Karin, dear, would you please send me your link to my email addy: senshi 'at' safe-mail.net
I'd like to take a closer look at it and please anyone if you have any DD done please share. How I said this market really exists and the returns that can be achieved are actually quite high from what I recall. My idea is that perhaps wealthy private banking clientele may happen to be introduced to this type of investment/insurance or by a UK insurance company that has an office in your country. But then surely NOT with such incredible returns! *lol* I think dealing directly with the source will let you get a bigger chunk of the pie but it has to be thoroughly checked if this company doing that is fully legit and has a proven track record as $35 to me seems rather low for such a return.

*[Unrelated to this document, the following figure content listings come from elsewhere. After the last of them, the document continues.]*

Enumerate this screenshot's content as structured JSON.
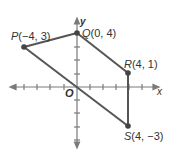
{
  "diagram": {
    "type": "coordinate-plane-quadrilateral",
    "axes": {
      "x_label": "x",
      "y_label": "y",
      "origin_label": "O"
    },
    "points": [
      {
        "name": "P",
        "coords": "(−4, 3)",
        "x": -4,
        "y": 3
      },
      {
        "name": "Q",
        "coords": "(0, 4)",
        "x": 0,
        "y": 4
      },
      {
        "name": "R",
        "coords": "(4, 1)",
        "x": 4,
        "y": 1
      },
      {
        "name": "S",
        "coords": "(4, −3)",
        "x": 4,
        "y": -3
      }
    ],
    "segments": [
      [
        "P",
        "Q"
      ],
      [
        "Q",
        "R"
      ],
      [
        "R",
        "S"
      ],
      [
        "S",
        "P"
      ]
    ],
    "colors": {
      "line": "#555555",
      "point": "#444444",
      "axis": "#777777"
    }
  }
}
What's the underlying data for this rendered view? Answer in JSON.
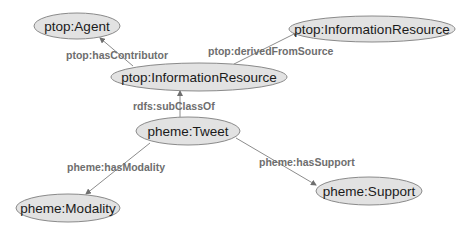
{
  "diagram": {
    "type": "ontology-graph",
    "nodes": [
      {
        "id": "agent",
        "label": "ptop:Agent",
        "cx": 77,
        "cy": 26,
        "rx": 43,
        "ry": 13
      },
      {
        "id": "info_center",
        "label": "ptop:InformationResource",
        "cx": 199,
        "cy": 77,
        "rx": 88,
        "ry": 14
      },
      {
        "id": "info_right",
        "label": "ptop:InformationResource",
        "cx": 372,
        "cy": 29,
        "rx": 83,
        "ry": 13
      },
      {
        "id": "tweet",
        "label": "pheme:Tweet",
        "cx": 188,
        "cy": 131,
        "rx": 52,
        "ry": 14
      },
      {
        "id": "modality",
        "label": "pheme:Modality",
        "cx": 68,
        "cy": 208,
        "rx": 52,
        "ry": 14
      },
      {
        "id": "support",
        "label": "pheme:Support",
        "cx": 369,
        "cy": 191,
        "rx": 53,
        "ry": 14
      }
    ],
    "edges": [
      {
        "id": "hasContributor",
        "label": "ptop:hasContributor",
        "from": "info_center",
        "to": "agent",
        "x1": 133,
        "y1": 66,
        "x2": 100,
        "y2": 38,
        "lx": 66,
        "ly": 55
      },
      {
        "id": "derivedFromSource",
        "label": "ptop:derivedFromSource",
        "from": "info_center",
        "to": "info_right",
        "x1": 234,
        "y1": 64,
        "x2": 298,
        "y2": 32,
        "lx": 208,
        "ly": 51
      },
      {
        "id": "subClassOf",
        "label": "rdfs:subClassOf",
        "from": "tweet",
        "to": "info_center",
        "x1": 180,
        "y1": 117,
        "x2": 180,
        "y2": 91,
        "lx": 133,
        "ly": 106
      },
      {
        "id": "hasModality",
        "label": "pheme:hasModality",
        "from": "tweet",
        "to": "modality",
        "x1": 150,
        "y1": 143,
        "x2": 86,
        "y2": 194,
        "lx": 67,
        "ly": 167
      },
      {
        "id": "hasSupport",
        "label": "pheme:hasSupport",
        "from": "tweet",
        "to": "support",
        "x1": 236,
        "y1": 138,
        "x2": 316,
        "y2": 185,
        "lx": 259,
        "ly": 162
      }
    ]
  },
  "colors": {
    "node_fill": "#e2e2e2",
    "node_stroke": "#8a8a8a",
    "node_text": "#1a1a1a",
    "edge_line": "#8c8c8c",
    "edge_text": "#6e6e6e"
  }
}
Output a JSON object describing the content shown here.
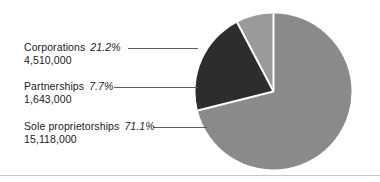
{
  "chart_data": {
    "type": "pie",
    "title": "",
    "subtitle": "",
    "xlabel": "",
    "ylabel": "",
    "legend_position": "inline-labels-left",
    "grid": false,
    "start_angle_deg": 0,
    "direction": "clockwise",
    "categories": [
      "Sole proprietorships",
      "Corporations",
      "Partnerships"
    ],
    "values": [
      71.1,
      21.2,
      7.7
    ],
    "counts": [
      15118000,
      4510000,
      1643000
    ],
    "slices": [
      {
        "name": "Sole proprietorships",
        "percent": 71.1,
        "percent_label": "71.1%",
        "count": 15118000,
        "count_label": "15,118,000",
        "color": "#8a8a8a"
      },
      {
        "name": "Corporations",
        "percent": 21.2,
        "percent_label": "21.2%",
        "count": 4510000,
        "count_label": "4,510,000",
        "color": "#2d2d2d"
      },
      {
        "name": "Partnerships",
        "percent": 7.7,
        "percent_label": "7.7%",
        "count": 1643000,
        "count_label": "1,643,000",
        "color": "#9a9a9a"
      }
    ]
  },
  "labels": {
    "corporations": {
      "name": "Corporations",
      "percent": "21.2%",
      "count": "4,510,000"
    },
    "partnerships": {
      "name": "Partnerships",
      "percent": "7.7%",
      "count": "1,643,000"
    },
    "sole_proprietorships": {
      "name": "Sole proprietorships",
      "percent": "71.1%",
      "count": "15,118,000"
    }
  },
  "colors": {
    "sole_proprietorships": "#8a8a8a",
    "corporations": "#2d2d2d",
    "partnerships": "#9a9a9a",
    "separator": "#ffffff",
    "leader_line": "#5d5d5d",
    "text": "#1b1b1b",
    "rule": "#c8c8c8",
    "background": "#ffffff"
  }
}
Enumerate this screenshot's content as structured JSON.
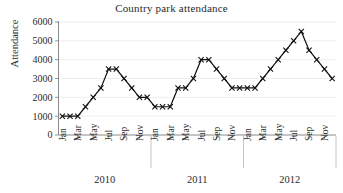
{
  "chart_data": {
    "type": "line",
    "title": "Country park attendance",
    "xlabel": "",
    "ylabel": "Attendance",
    "ylim": [
      0,
      6000
    ],
    "yticks": [
      0,
      1000,
      2000,
      3000,
      4000,
      5000,
      6000
    ],
    "ytick_labels": [
      "0",
      "1000",
      "2000",
      "3000",
      "4000",
      "5000",
      "6000"
    ],
    "grid": true,
    "legend": "none",
    "marker": "x",
    "line_color": "#111111",
    "grid_color": "#e8e8e8",
    "axis_color": "#8a8a8a",
    "xtick_labels": [
      "Jan",
      "Mar",
      "May",
      "Jul",
      "Sep",
      "Nov"
    ],
    "group_labels": [
      "2010",
      "2011",
      "2012"
    ],
    "categories": [
      "Jan 2010",
      "Feb 2010",
      "Mar 2010",
      "Apr 2010",
      "May 2010",
      "Jun 2010",
      "Jul 2010",
      "Aug 2010",
      "Sep 2010",
      "Oct 2010",
      "Nov 2010",
      "Dec 2010",
      "Jan 2011",
      "Feb 2011",
      "Mar 2011",
      "Apr 2011",
      "May 2011",
      "Jun 2011",
      "Jul 2011",
      "Aug 2011",
      "Sep 2011",
      "Oct 2011",
      "Nov 2011",
      "Dec 2011",
      "Jan 2012",
      "Feb 2012",
      "Mar 2012",
      "Apr 2012",
      "May 2012",
      "Jun 2012",
      "Jul 2012",
      "Aug 2012",
      "Sep 2012",
      "Oct 2012",
      "Nov 2012",
      "Dec 2012"
    ],
    "values": [
      1000,
      1000,
      1000,
      1500,
      2000,
      2500,
      3500,
      3500,
      3000,
      2500,
      2000,
      2000,
      1500,
      1500,
      1500,
      2500,
      2500,
      3000,
      4000,
      4000,
      3500,
      3000,
      2500,
      2500,
      2500,
      2500,
      3000,
      3500,
      4000,
      4500,
      5000,
      5500,
      4500,
      4000,
      3500,
      3000
    ]
  }
}
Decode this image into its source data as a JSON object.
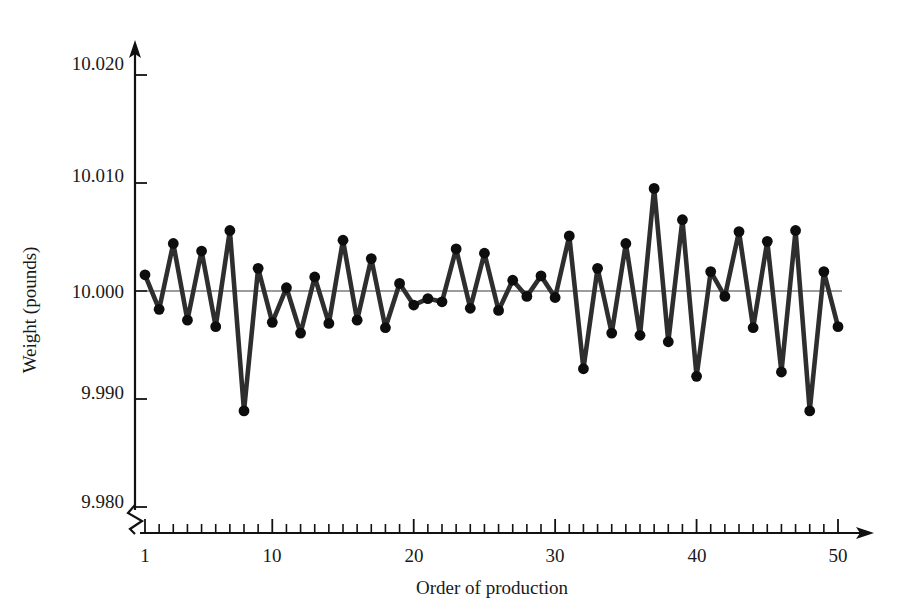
{
  "chart_data": {
    "type": "line",
    "title": "",
    "xlabel": "Order of production",
    "ylabel": "Weight (pounds)",
    "xlim": [
      1,
      50
    ],
    "ylim": [
      9.98,
      10.02
    ],
    "grid": false,
    "legend": null,
    "reference_line": {
      "label": "10.000",
      "value": 10.0
    },
    "axis_break": {
      "axis": "y",
      "below": 9.98,
      "present": true
    },
    "y_ticks": [
      "9.980",
      "9.990",
      "10.000",
      "10.010",
      "10.020"
    ],
    "y_tick_values": [
      9.98,
      9.99,
      10.0,
      10.01,
      10.02
    ],
    "x_ticks": [
      "1",
      "10",
      "20",
      "30",
      "40",
      "50"
    ],
    "x_tick_values": [
      1,
      10,
      20,
      30,
      40,
      50
    ],
    "x_minor_tick_step": 1,
    "x": [
      1,
      2,
      3,
      4,
      5,
      6,
      7,
      8,
      9,
      10,
      11,
      12,
      13,
      14,
      15,
      16,
      17,
      18,
      19,
      20,
      21,
      22,
      23,
      24,
      25,
      26,
      27,
      28,
      29,
      30,
      31,
      32,
      33,
      34,
      35,
      36,
      37,
      38,
      39,
      40,
      41,
      42,
      43,
      44,
      45,
      46,
      47,
      48,
      49,
      50
    ],
    "values": [
      10.0015,
      9.9983,
      10.0044,
      9.9973,
      10.0037,
      9.9967,
      10.0056,
      9.9889,
      10.0021,
      9.9971,
      10.0003,
      9.9961,
      10.0013,
      9.997,
      10.0047,
      9.9973,
      10.003,
      9.9966,
      10.0007,
      9.9987,
      9.9993,
      9.999,
      10.0039,
      9.9984,
      10.0035,
      9.9982,
      10.001,
      9.9995,
      10.0014,
      9.9994,
      10.0051,
      9.9928,
      10.0021,
      9.9961,
      10.0044,
      9.9959,
      10.0095,
      9.9953,
      10.0066,
      9.9921,
      10.0018,
      9.9995,
      10.0055,
      9.9966,
      10.0046,
      9.9925,
      10.0056,
      9.9889,
      10.0018,
      9.9967
    ],
    "series": [
      {
        "name": "Weight",
        "color": "#2e2e2e",
        "marker": "circle"
      }
    ]
  },
  "colors": {
    "line": "#2e2e2e",
    "marker": "#0d0d0d",
    "axis": "#111111",
    "reference": "#3a3a3a",
    "text": "#1a1a1a",
    "background": "#ffffff"
  }
}
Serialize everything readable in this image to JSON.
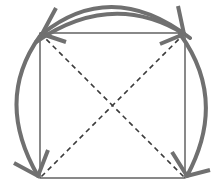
{
  "diagram": {
    "colors": {
      "square": "#4a4a4a",
      "diagonals": "#3c3c3c",
      "arrows": "#707070",
      "background": "#ffffff"
    },
    "square": {
      "corners": {
        "top_left": [
          40,
          33
        ],
        "top_right": [
          185,
          33
        ],
        "bottom_left": [
          40,
          178
        ],
        "bottom_right": [
          185,
          178
        ]
      }
    },
    "diagonals": [
      {
        "from": "top_left",
        "to": "bottom_right",
        "style": "dashed"
      },
      {
        "from": "top_right",
        "to": "bottom_left",
        "style": "dashed"
      }
    ],
    "arrows": [
      {
        "name": "top-arc-to-top-left",
        "ends_at": "top_left"
      },
      {
        "name": "top-arc-to-top-right",
        "ends_at": "top_right"
      },
      {
        "name": "left-arc-to-bottom-left",
        "from": "top_left",
        "ends_at": "bottom_left"
      },
      {
        "name": "right-arc-to-bottom-right",
        "from": "top_right",
        "ends_at": "bottom_right"
      }
    ]
  }
}
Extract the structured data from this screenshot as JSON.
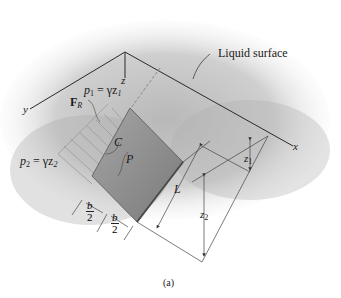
{
  "figure": {
    "caption": "(a)",
    "callout": "Liquid surface",
    "axes": {
      "x": "x",
      "y": "y",
      "z": "z"
    },
    "pressure_top": {
      "symbol": "p",
      "sub": "1",
      "eq": "= γz",
      "eq_sub": "1"
    },
    "pressure_bottom": {
      "symbol": "p",
      "sub": "2",
      "eq": "= γz",
      "eq_sub": "2"
    },
    "resultant_force": {
      "symbol": "F",
      "sub": "R"
    },
    "centroid": "C",
    "center_of_pressure": "P",
    "length": "L",
    "depth_1": {
      "symbol": "z",
      "sub": "1"
    },
    "depth_2": {
      "symbol": "z",
      "sub": "2"
    },
    "half_width": {
      "num": "b",
      "den": "2"
    }
  },
  "colors": {
    "line": "#2a2a2a",
    "plate": "#8a8a8a",
    "liquid": "#c9c9c9",
    "arrows": "#9a9a9a"
  }
}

Also I have to read and more important to understand the terms, for now I don't think that this company which owns your insurance (i.e. is beneficiary) would be keen to wait 30-40 years (I'm still young!) to receive its rewards. They pay up to US$ 120,000 to receive $200,000 decades later? Can't be, cause only the inflation would have eaten up everything and then they would make a loss. My idea is that they must trade those papers like hell on the "Secondary Market", use those as longterm "riskless" assets in order to maybe to be able to trade on margin (e.g. 12:1) with other lucrative (unknown to the public) investments or receive/issue loans on a margin like banks do, for example they have insurance policies worth 1 Million US$ and receive from banks a credit line of 12 Million US$ to trade bonds or better yet, participate in riskless Private Placement Opps with darn high yields as such bank programs require funds of 10 Million+ to get a seat. However, this is only my opinion.